The New York Times reports that Bigelow already has two test modules in orbit, launched in 2006 and 2007. The Las Vegas, Nevada-based company has a business plan to buy as many as 15-20 rocket launches beginning in 2017, and each subsequent year after that, providing a lot of business for companies like SpaceX on which President Obama has placed much of the responsibility for moving forward with the U.S. space program. Bigelow thinks for the foreseeable future, his company is the only potential buyer for slots on manned space flights other than NASA.

Bigelow made his fortune in real estate, including the Budget Suites of America hotel chain. He has so far spent $180 million of his own money on the private space station concept, and says he's willing to spend nearly twice that again to see the program through. There are expansion plans for the current factory, which is surrounded by barbed wire and armed guards. The company currently employs about 100 people, but that would grow as well if the project is successful.

The design is based on the TransHab modules that were being developed by NASA for a possible Mars mission, and have been "absolutely verified," according to former NASA senior design engineer Dr. William Schnieder who did the work at the Johnson Space Center.

One major hurdle that remains is that there is not currently a vehicle that can economically transport astronauts to and from the station once it's in orbit. Bigelow at one point offered a $50 million dollar prize to a company that could develop an orbital spacecraft, but it expired in January with no one attempting to claim it.
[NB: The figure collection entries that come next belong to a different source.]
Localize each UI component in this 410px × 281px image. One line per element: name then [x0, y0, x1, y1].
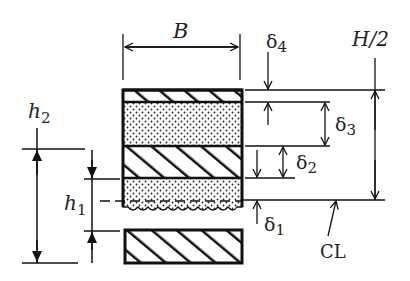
delta4-label: δ4	[266, 30, 287, 56]
upper-dotted-layer	[123, 102, 242, 146]
delta3-label: δ3	[335, 113, 356, 139]
centerline-pointer-arrow	[328, 201, 336, 236]
reference-lines	[242, 90, 385, 200]
h2-label: h2	[28, 99, 50, 127]
lower-dotted-layer	[123, 178, 242, 210]
top-hatched-layer	[123, 90, 242, 102]
middle-hatched-layer	[123, 146, 242, 178]
layered-structure-diagram: B δ4 H/2 δ3 δ2 δ1 C	[0, 0, 410, 281]
layer-stack	[123, 90, 242, 210]
delta2-label: δ2	[296, 151, 317, 177]
h1-label: h1	[64, 191, 86, 219]
delta1-label: δ1	[264, 213, 285, 239]
width-label: B	[172, 19, 188, 43]
centerline-label: CL	[320, 241, 346, 262]
half-height-label: H/2	[351, 27, 389, 51]
bottom-hatched-layer	[125, 230, 242, 263]
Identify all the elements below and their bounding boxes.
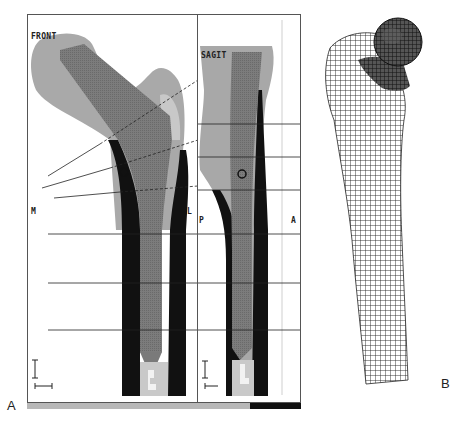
sagittal-femur-image (200, 20, 282, 396)
lateral-label: L (187, 207, 192, 216)
bottom-bar-black (250, 403, 301, 409)
femur-mesh-model (326, 18, 422, 384)
panel-a-letter: A (7, 398, 16, 413)
posterior-label: P (199, 216, 204, 225)
frontal-femur-image (31, 34, 188, 396)
sagittal-view-label: SAGIT (201, 51, 227, 60)
medial-label: M (31, 207, 36, 216)
figure-graphics (0, 0, 462, 422)
bottom-bar-grey (27, 403, 250, 409)
frontal-view-label: FRONT (31, 32, 57, 41)
panel-b-letter: B (441, 376, 450, 391)
anterior-label: A (291, 216, 296, 225)
view-divider (197, 14, 198, 403)
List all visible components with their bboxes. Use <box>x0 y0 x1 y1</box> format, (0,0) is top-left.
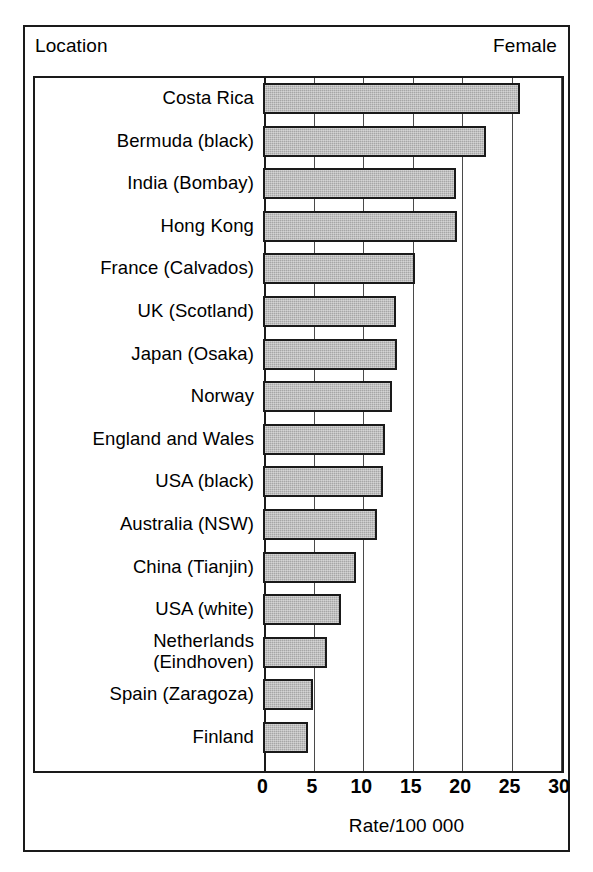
category-label: Costa Rica <box>163 87 254 108</box>
category-label: Hong Kong <box>161 215 254 236</box>
category-label: France (Calvados) <box>100 257 254 278</box>
bar-row <box>263 126 562 157</box>
category-label: USA (black) <box>155 470 254 491</box>
bar <box>263 552 356 583</box>
x-tick-25: 25 <box>499 775 521 798</box>
x-axis-tick-labels: 051015202530 <box>33 775 564 803</box>
bar <box>263 637 327 668</box>
bar-row <box>263 509 562 540</box>
bar <box>263 211 457 242</box>
bar-row <box>263 253 562 284</box>
category-label: China (Tianjin) <box>133 556 254 577</box>
category-label: Australia (NSW) <box>120 513 254 534</box>
header-female-legend: Female <box>493 35 557 57</box>
bars-plot-area <box>263 78 562 771</box>
header-location-label: Location <box>35 35 108 57</box>
x-tick-0: 0 <box>257 775 268 798</box>
x-tick-10: 10 <box>350 775 372 798</box>
bar <box>263 168 456 199</box>
category-labels-column: Costa RicaBermuda (black)India (Bombay)H… <box>35 78 263 771</box>
bar-row <box>263 211 562 242</box>
category-label: Netherlands (Eindhoven) <box>153 630 254 672</box>
bar-row <box>263 424 562 455</box>
bar-row <box>263 83 562 114</box>
bar <box>263 679 313 710</box>
category-label: England and Wales <box>93 428 254 449</box>
bar <box>263 466 383 497</box>
bar <box>263 339 397 370</box>
bar <box>263 253 415 284</box>
category-label: Japan (Osaka) <box>131 343 254 364</box>
bar <box>263 722 308 753</box>
x-tick-20: 20 <box>449 775 471 798</box>
category-label: Finland <box>193 726 254 747</box>
bar-row <box>263 552 562 583</box>
x-tick-15: 15 <box>400 775 422 798</box>
category-label: Bermuda (black) <box>117 130 254 151</box>
x-tick-30: 30 <box>548 775 570 798</box>
x-axis-title: Rate/100 000 <box>253 815 560 837</box>
category-label: Norway <box>191 385 254 406</box>
bar-row <box>263 168 562 199</box>
bar-row <box>263 594 562 625</box>
bar-row <box>263 637 562 668</box>
bar-row <box>263 296 562 327</box>
category-label: USA (white) <box>155 598 254 619</box>
chart-plot-frame: Costa RicaBermuda (black)India (Bombay)H… <box>33 76 564 773</box>
bar <box>263 296 396 327</box>
category-label: India (Bombay) <box>127 172 254 193</box>
bar-row <box>263 679 562 710</box>
bar <box>263 509 377 540</box>
bar-row <box>263 381 562 412</box>
bar-row <box>263 722 562 753</box>
category-label: UK (Scotland) <box>138 300 254 321</box>
bar-row <box>263 339 562 370</box>
bar <box>263 126 486 157</box>
chart-header: Location Female <box>25 27 568 75</box>
category-label: Spain (Zaragoza) <box>109 683 254 704</box>
bar <box>263 594 341 625</box>
bar-row <box>263 466 562 497</box>
figure-frame: Location Female Costa RicaBermuda (black… <box>23 25 570 852</box>
x-tick-5: 5 <box>306 775 317 798</box>
bar <box>263 83 520 114</box>
bar <box>263 381 392 412</box>
bar <box>263 424 385 455</box>
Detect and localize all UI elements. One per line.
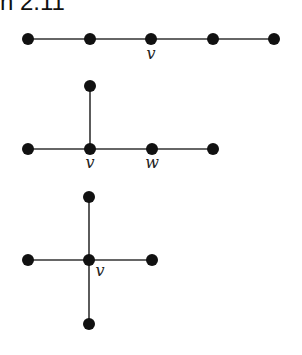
graph-node (84, 80, 96, 92)
star-graph: v (22, 191, 158, 330)
spider-graph: vw (22, 80, 219, 172)
graph-node (83, 191, 95, 203)
graph-node (146, 254, 158, 266)
graph-node (268, 33, 280, 45)
graph-node (83, 254, 95, 266)
path-graph: v (22, 33, 280, 63)
node-label: v (146, 44, 155, 63)
graph-node (207, 143, 219, 155)
graph-node (83, 318, 95, 330)
graph-diagram: vvwv (0, 0, 302, 355)
graph-node (207, 33, 219, 45)
node-label: w (145, 153, 159, 172)
graph-node (84, 33, 96, 45)
node-label: v (85, 153, 94, 172)
graph-node (22, 254, 34, 266)
node-label: v (95, 261, 104, 280)
graph-node (22, 143, 34, 155)
graph-node (22, 33, 34, 45)
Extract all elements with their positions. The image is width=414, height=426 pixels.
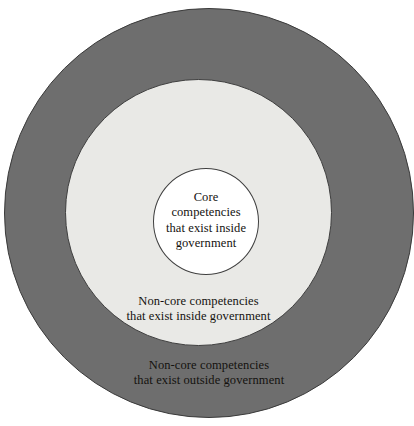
outer-ring-label: Non-core competencies that exist outside… [134, 358, 284, 389]
middle-ring-label: Non-core competencies that exist inside … [126, 294, 270, 325]
outer-ring-non-core-outside-government: Non-core competencies that exist outside… [4, 8, 414, 418]
inner-circle-core-competencies: Core competencies that exist inside gove… [153, 168, 259, 275]
middle-ring-non-core-inside-government: Non-core competencies that exist inside … [65, 79, 332, 346]
inner-circle-label: Core competencies that exist inside gove… [166, 190, 246, 251]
He is currently working with Boeing to build on the design the aerospace giant was developing for NASA.

Bigelow told the Times that he can operate a space station much more efficiently than NASA and its international partners. He says that while the logistics of running a space station are different from a hotel chain, the principles are largely the same, and that he would hire the people with the necessary skills to fix the inevitable glitches, as well as supply the station with such staples as food, water, and air.

Meanwhile, NASA is showing a renewed interest in an inflatable module for ISS, and it's a project on which Bigelow is consulting, because, he says, "we can do it much more economically."